If you've already implemented event structured data, we recommend that you review your structured data to make sure it meets our guidelines. In particular, you should:

  • Make sure you're including the required and recommended properties that are outlined in our developer guidelines.
  • Make sure your event details are high quality, as defined by our guidelines. For example, use the description field to describe the event itself in more detail instead of repeating attributes such as title, date, location, or highlighting other website functionality.
  • Use the Rich Result Test to test and preview your structured data.

Monitor your performance on Search

You can check how people are interacting with your event postings with Search Console:

Search Console Rich Results report

If you have any questions, please visit the Webmaster Central Help Forum.

A review snippet is a short excerpt of a review or a rating from a website, usually an average of the combined rating scores from many reviewers. This is one of the most used structured data types on the web, used by millions of web sites for many content types such as Book, Movie, Event, Product and more.

When Google finds valid reviews or ratings markup, we may show a rich result that includes stars and other summary info. This rich result can appear directly on search results or as part of a Google Knowledge panel, as shown in the screenshots below.

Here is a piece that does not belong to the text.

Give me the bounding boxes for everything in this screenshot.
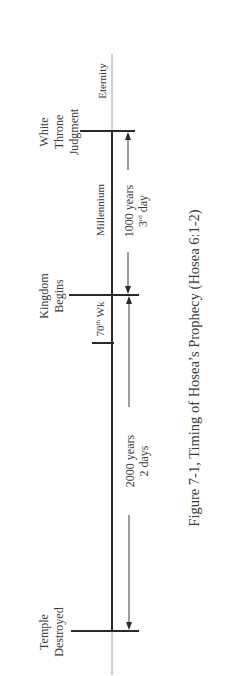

Today we are announcing support for review snippets in Google Search Console, including new reports to help you find any issues with your implementation and monitor how this rich result type is improving your performance. You can also use the Rich Results Test to review your existing URLs or debug your markup code before moving it to production.

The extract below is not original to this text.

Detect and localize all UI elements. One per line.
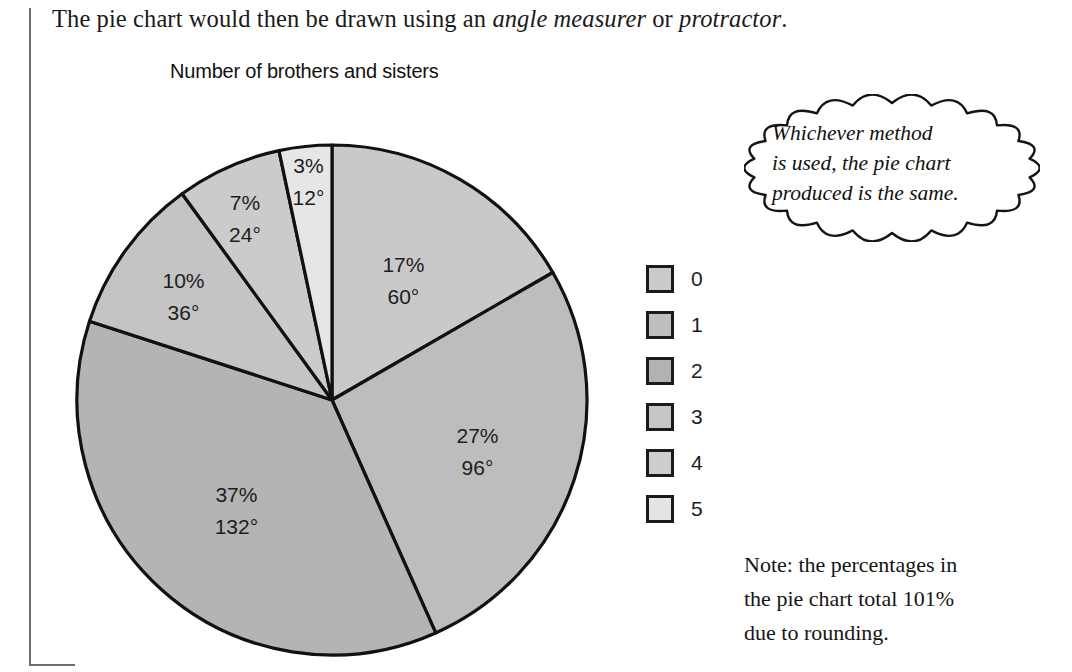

Review snippet Enhancement report

To help site owners make the most of their reviews, a new review snippet report is now available in Search Console for sites that have implemented reviews or ratings structured data. The report allows you to see errors, warnings, and valid pages for markup implemented on your site.

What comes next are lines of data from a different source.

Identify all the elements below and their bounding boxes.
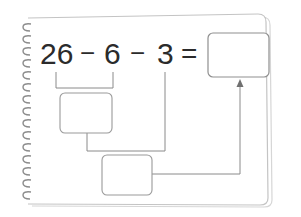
minus-sign-1: − [80, 38, 95, 68]
answer-box[interactable] [208, 33, 269, 77]
equals-sign: = [181, 38, 197, 69]
term-26: 26 [40, 37, 73, 70]
step-2-box[interactable] [102, 155, 152, 195]
notebook-worksheet: 26 − 6 − 3 = [0, 0, 301, 217]
term-3: 3 [157, 37, 174, 70]
term-6: 6 [104, 37, 121, 70]
minus-sign-2: − [130, 38, 145, 68]
worksheet-canvas: 26 − 6 − 3 = [0, 0, 301, 217]
step-1-box[interactable] [60, 93, 112, 133]
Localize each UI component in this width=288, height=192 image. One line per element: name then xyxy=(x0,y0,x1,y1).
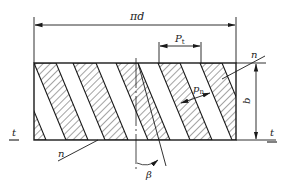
circumference-dimension: πd xyxy=(34,10,236,63)
transverse-section-right-label: t xyxy=(270,127,275,138)
tooth-strips xyxy=(0,63,254,140)
face-width-label: b xyxy=(241,98,252,104)
normal-section-top-label: n xyxy=(251,49,257,60)
helix-angle-label: β xyxy=(145,169,152,180)
helical-development-diagram: πd Pt pn b n n t t β xyxy=(0,0,288,192)
transverse-section-left-label: t xyxy=(12,127,17,138)
normal-pitch-label: pn xyxy=(193,83,204,96)
circumference-label: πd xyxy=(129,10,144,23)
transverse-pitch-label: Pt xyxy=(174,33,185,46)
transverse-pitch-dimension: Pt xyxy=(159,33,201,63)
tooth-strip xyxy=(116,63,170,140)
normal-section-bottom-label: n xyxy=(58,148,64,159)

In addition, if you fix an issue, you can use the report to validate it, which will trigger a process where Google recrawls your affected pages. The report is covering all the content types currently supported as review snippets. Learn more about the Rich result status reports.


Review snippet appearance in Performance report

The Search Console Performance report now allows you to see the performance of your review or rating marked-up pages on Google Search and Discover using the new “Review snippet” search appearance filter.



This means that you can check the impressions, clicks and CTR results of your review snippet pages and check their performance to understand how they are trending for any of the dimensions available. For example you can filter your data to see which queries, pages, countries and devices are bringing your review snippets traffic.

Review snippet in Rich Results Test



After adding Review snippets structured data to your pages, you can test them using the Rich Results Test tool. You can test a code snippet or submit a URL of a page. The test shows any errors or suggestions for your structured data.

These new tools should make it easier to understand how your marked-up review snippet pages perform on Search and to identify and fix review issues.

If you have any questions, check out the Google Webmasters community.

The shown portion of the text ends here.